By Greg Peel

The Dow closed down 30 points or 0.2% while the S&P closed flat at 1413 and the Nasdaq gained 0.2%.

"Many members judged that additional monetary accommodation would likely be warranted fairly soon unless incoming information pointed to a substantial and sustainable strengthening in the pace of the economic recovery."

This statement from Ben Bernanke reversed what might otherwise have been a more substantial "exhaustion" slide on Wall Street last night. The minutes of the last Fed meeting, held a month ago, indicate the Fed may be a lot closer to pushing the QE3 button than the market had assumed. In its statement at the time, the Fed appeared to be sticking to its "if needed" line were the US economy appearing to stumble. Since the meeting, US economic data have improved and Wall Street has gradually decided QE3 is less likely. But do the data point to a "substantial and sustainable strengthening"?

One would have to say no, particularly with regard to the unemployment numbers, in which case the minutes seem to suggest we'll be seeing QE3 in September. However no one on Wall Street is 100% convinced. Realistically we're still where we are, in policy speculation terms, a month ago. The difference is that stock markets have rallied significantly in the mean time. In the past, if someone had yelled "QE is coming!" on Wall Street we would have flown to the moon. All last night's apparently dovish minutes achieved was to turn the Dow around from an 80 point loss to a 30 point loss.

And there's the other consideration: We've had QE1 and QE2 and Operation Twist, yet we don't seem to have achieved a lot. Will QE3 be any different?

It is interesting that the European stock markets were in exhaustion sell-off mode last night, falling over one percent ahead of the Fed's release. It is action from the ECB the world is really waiting for ? the Fed is merely the sideshow. If Draghi acts emphatically, QE3 should not be needed. And on that score we still have a wait in front of us.

The Greek prime minster travelled to Berlin last night, cap in hand, to put his case to Angela Merkel. Greece does not need more money, Samaras declared, no doubt to swift outtakes of breath, but if it is to make good on austerity demands it does need more time. Two years of it. The request was well flagged and Merkel is yet to respond, while Samaras will move on to Paris tonight for a repeat performance.

There are many moving parts which have to fall into synch for Draghi to do exactly what the world wants, and do it as early as September 6. In the meantime, we could speculate ourselves into an early grave. Wall Street, and global markets, have positioned themselves very early for good news. Markets will never, however, stand still. If you can't buy it any more then it will have to be sold. And that's where we're at at present. There is nevertheless a similar limit to downside potential in the face of possible central bank action.

Other markets responded last night as one might expect on a sudden heightening of QE expectations. The US dollar index fell 0.4% to 81.53 and the US ten-year bond yield fell 9 basis points to 1.72%. Gold rallied US$16.60 to US$1654.50/oz and the Aussie ticked up a bit more to US$1.0505.

Base metal markets only had a very brief time to respond to the Fed minutes before closing but prices are all a little stronger. Brent crude is up US27c to US$114.91/bbl and West Texas is up US48c to US$97.32/bbl.

The SPI Overnight was up 9 points or 0.2%.

The Australian reporting season has been nothing if not interesting so far, and today sees literally the busiest day the the whole season on number of company reports. Among them are Fortescue ((FMG)), IAG ((IAG)), Origin ((ORG)) and Qantas ((QAN)), while David Jones ((DJS)) has also picked a good day to release its June quarter sales numbers. Please see the FNArena Calendar for further information.

Today also sees the release of HSBC's flash reading of the Chinese manufacturing PMI for this month, which is followed tonight by the eurozone and US equivalents.

Rudi will appear on Sky Business today at noon.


▶ **WHAT TO DO**
Please give again, exactly and only, the stretch of lines from the one containing "Task: Click on the a: Blog" to the end of the entries below.

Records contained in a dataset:
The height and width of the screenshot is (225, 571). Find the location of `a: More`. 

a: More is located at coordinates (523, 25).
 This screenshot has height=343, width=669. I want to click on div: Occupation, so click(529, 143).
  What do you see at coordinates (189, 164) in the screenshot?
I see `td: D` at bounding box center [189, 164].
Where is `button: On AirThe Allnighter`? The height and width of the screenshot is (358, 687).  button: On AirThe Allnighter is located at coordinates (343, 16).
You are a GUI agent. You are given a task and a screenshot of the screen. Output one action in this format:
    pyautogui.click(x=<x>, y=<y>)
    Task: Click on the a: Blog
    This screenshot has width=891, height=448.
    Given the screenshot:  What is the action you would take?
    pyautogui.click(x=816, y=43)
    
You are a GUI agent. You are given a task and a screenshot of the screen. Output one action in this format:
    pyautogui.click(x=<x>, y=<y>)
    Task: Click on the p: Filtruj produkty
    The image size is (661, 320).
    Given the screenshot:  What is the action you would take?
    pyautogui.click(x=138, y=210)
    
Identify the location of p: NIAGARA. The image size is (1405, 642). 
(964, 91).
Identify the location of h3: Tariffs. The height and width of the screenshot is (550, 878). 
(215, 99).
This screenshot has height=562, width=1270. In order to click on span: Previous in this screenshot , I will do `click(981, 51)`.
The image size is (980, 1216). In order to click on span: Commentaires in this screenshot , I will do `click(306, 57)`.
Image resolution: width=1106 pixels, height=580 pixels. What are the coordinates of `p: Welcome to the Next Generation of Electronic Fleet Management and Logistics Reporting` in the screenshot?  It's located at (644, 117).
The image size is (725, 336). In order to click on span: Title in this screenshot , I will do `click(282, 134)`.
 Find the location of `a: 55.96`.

▶ **YOUR RESPONSE**
    Task: Click on the a: Blog
    This screenshot has width=891, height=448.
    Given the screenshot:  What is the action you would take?
    pyautogui.click(x=816, y=43)
    
You are a GUI agent. You are given a task and a screenshot of the screen. Output one action in this format:
    pyautogui.click(x=<x>, y=<y>)
    Task: Click on the p: Filtruj produkty
    The image size is (661, 320).
    Given the screenshot:  What is the action you would take?
    pyautogui.click(x=138, y=210)
    
Identify the location of p: NIAGARA. The image size is (1405, 642). 
(964, 91).
Identify the location of h3: Tariffs. The height and width of the screenshot is (550, 878). 
(215, 99).
This screenshot has height=562, width=1270. In order to click on span: Previous in this screenshot , I will do `click(981, 51)`.
The image size is (980, 1216). In order to click on span: Commentaires in this screenshot , I will do `click(306, 57)`.
Image resolution: width=1106 pixels, height=580 pixels. What are the coordinates of `p: Welcome to the Next Generation of Electronic Fleet Management and Logistics Reporting` in the screenshot?  It's located at (644, 117).
The image size is (725, 336). In order to click on span: Title in this screenshot , I will do `click(282, 134)`.
 Find the location of `a: 55.96`.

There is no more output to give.